If you are talking about responsive design here i recommend using a responsive.css like on “webmization” Check this site and go to the responsive.css file and have a look
Thank you for your reply, I’ll definitely check the website. However, I was hoping to find a logical explanation to why we are defining the height property and giving it a value of auto when the browser automatically adjust the height of the image when it’s width go below 100%. Is it because some browsers won’t do that by default?
img { width: 100%; } means: scale the image horizontally to fit the containing element, e.g. a div, irrespective of its actual pixel size.
img { max-width: 100%; } means: scale the image horizontally, but never let the image get bigger than its actual pixel size.
In the case of width: 100%, the original aspect ratio of the image will be maintained and height:auto is not required. (If you include it by mistake it won’t affect anything.)
In the case of max-width: 100%, height: autois required to maintain the image’s aspect ratio. If you don’t include this rule you will find that as soon as the screen gets smaller than the actual pixel width of the image it will continue to scale (shrink) horizontally but remain at its actual pixel height.
Thank you for your reply and your detailed answer.
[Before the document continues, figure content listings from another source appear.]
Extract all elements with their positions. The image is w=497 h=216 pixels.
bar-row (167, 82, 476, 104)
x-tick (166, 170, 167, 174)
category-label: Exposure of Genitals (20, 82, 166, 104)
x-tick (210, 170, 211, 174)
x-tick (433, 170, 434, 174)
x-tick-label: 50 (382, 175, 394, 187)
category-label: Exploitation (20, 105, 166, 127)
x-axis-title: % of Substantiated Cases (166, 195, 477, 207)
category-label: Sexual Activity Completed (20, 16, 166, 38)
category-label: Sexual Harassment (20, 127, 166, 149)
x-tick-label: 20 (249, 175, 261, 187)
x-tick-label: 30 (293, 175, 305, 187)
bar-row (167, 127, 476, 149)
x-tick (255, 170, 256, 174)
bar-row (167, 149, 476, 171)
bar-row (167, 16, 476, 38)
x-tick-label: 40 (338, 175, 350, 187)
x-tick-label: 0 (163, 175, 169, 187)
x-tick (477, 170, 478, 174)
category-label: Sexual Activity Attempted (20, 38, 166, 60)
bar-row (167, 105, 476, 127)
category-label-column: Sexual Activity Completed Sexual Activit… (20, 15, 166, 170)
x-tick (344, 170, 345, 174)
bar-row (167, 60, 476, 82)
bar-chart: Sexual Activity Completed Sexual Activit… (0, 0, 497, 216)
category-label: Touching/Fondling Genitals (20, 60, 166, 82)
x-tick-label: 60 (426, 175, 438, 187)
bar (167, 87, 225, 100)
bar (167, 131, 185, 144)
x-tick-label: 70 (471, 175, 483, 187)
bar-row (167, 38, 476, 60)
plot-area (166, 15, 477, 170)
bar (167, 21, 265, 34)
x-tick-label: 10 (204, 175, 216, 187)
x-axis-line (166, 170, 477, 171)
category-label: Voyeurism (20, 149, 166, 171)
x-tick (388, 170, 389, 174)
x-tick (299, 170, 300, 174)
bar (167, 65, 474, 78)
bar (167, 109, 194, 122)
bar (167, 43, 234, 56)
I find it interesting that the example you included presets the width and height of the image in the img tag, which I’m not sure why it is the case (because the image will still be rendered normally by the browser without these attributes). I can see your point, but again deleting the height attribute from the img tag makes the height responsive and I don’t have to include auto in that case.
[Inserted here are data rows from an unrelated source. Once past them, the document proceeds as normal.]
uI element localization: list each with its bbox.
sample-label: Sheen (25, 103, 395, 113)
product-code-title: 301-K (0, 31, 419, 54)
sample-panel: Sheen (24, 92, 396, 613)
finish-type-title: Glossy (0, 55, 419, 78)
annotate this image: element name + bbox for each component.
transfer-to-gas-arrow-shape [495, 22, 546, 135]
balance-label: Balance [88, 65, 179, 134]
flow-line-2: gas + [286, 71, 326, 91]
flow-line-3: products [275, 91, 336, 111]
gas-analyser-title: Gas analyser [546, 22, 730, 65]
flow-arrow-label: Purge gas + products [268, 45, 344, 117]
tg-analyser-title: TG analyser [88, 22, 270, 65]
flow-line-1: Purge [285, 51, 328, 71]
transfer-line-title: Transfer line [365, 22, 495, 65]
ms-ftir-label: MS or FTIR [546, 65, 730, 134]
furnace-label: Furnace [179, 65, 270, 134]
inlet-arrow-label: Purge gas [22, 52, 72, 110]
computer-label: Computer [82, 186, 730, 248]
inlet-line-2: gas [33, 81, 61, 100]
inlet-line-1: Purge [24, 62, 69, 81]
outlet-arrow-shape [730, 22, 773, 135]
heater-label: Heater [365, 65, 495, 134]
It might be silly somehow to give that much thought into something as simple as that, however, I just thought it’s not necessary to add a height rule of auto to the solution when in reality it doesn’t matter because the {max-width: 100%;} would take care of the height responsiveness as well.
I’d advise always using the height:auto rule with max-width:100%.
The example I showed you has hard-coded width and height attributes, true. This is often the case when the image is output within e.g. Wordpress.
If that was so, then the height attribute could cause trouble. If you have full control over the HTML output then you don’t need height: auto (which is really a safety measure).